Commonwealth v. Martin

125 Mass. 394 | Mass. | 1878

Gray, C. J.

The second count is sufficient, being substantially like that the validity of which was affirmed in Commonwealth v. Webster, 5 Cush. 295, 323. The evidence at the trial was conflicting as to the manner and means of death, and it does not appear but that there was other evidence before the grand jury. The Chief Justice of the Superior Court therefore rightly refused to rule that the second count was not supported by the evidence; and his instructions to the jury were sufficiently favorable to the defendant. When an indictment charges the defendant in one count with killing by a certain weapon, and in another count with killing by means and instruments to the grand jurors unknown, and at the trial the killing by the defendant is proved beyond a reasonable doubt, and there is no evidence of the particular means of death, the jury may convict on the second count.
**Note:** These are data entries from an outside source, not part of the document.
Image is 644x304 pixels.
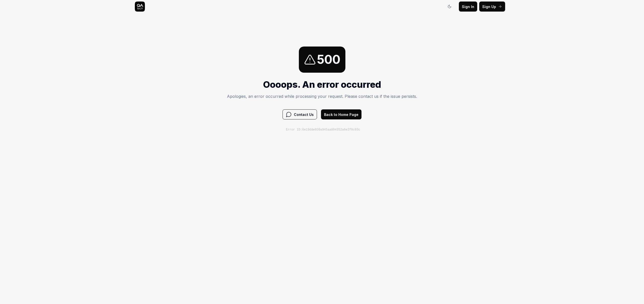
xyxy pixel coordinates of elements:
[227,93,417,99] p: Apologies, an error occurred while processing your request. Please contact us if the issue persists.
[227,78,417,91] h1: Oooops. An error occurred
[479,2,505,11] button: Sign Up
[317,51,340,68] span: 500
[282,109,317,119] button: Contact Us
[482,4,496,9] span: Sign Up
[321,109,362,119] button: Back to Home Page
[462,4,474,9] span: Sign In
[459,2,477,11] button: Sign In
[286,128,360,132] div: Error ID: 6e19dde930a945aa894352a6e2f0c03c
[225,119,415,132] div: Click to Copy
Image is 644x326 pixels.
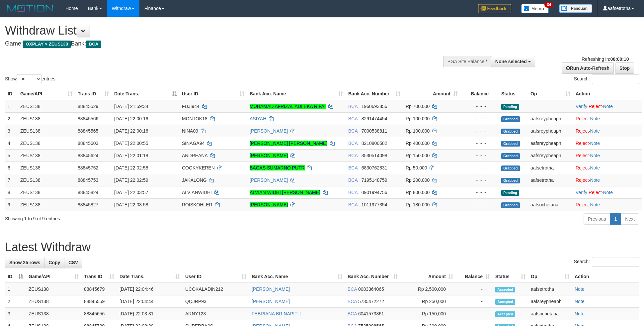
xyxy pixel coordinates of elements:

Commonwealth v. Tompson, 2 Cush. 551. Commonwealth v. Thornton, 14 Gray, 41. Commonwealth v. Glover, 111 Mass. 395, 401. The objection, made in argument, that the instructions given covered only the means, weapons or instruments by which, and not the way or manner in which, the killing was done, does not appear to have been suggested at the trial and is not open to the defendant. Exceptions overruled.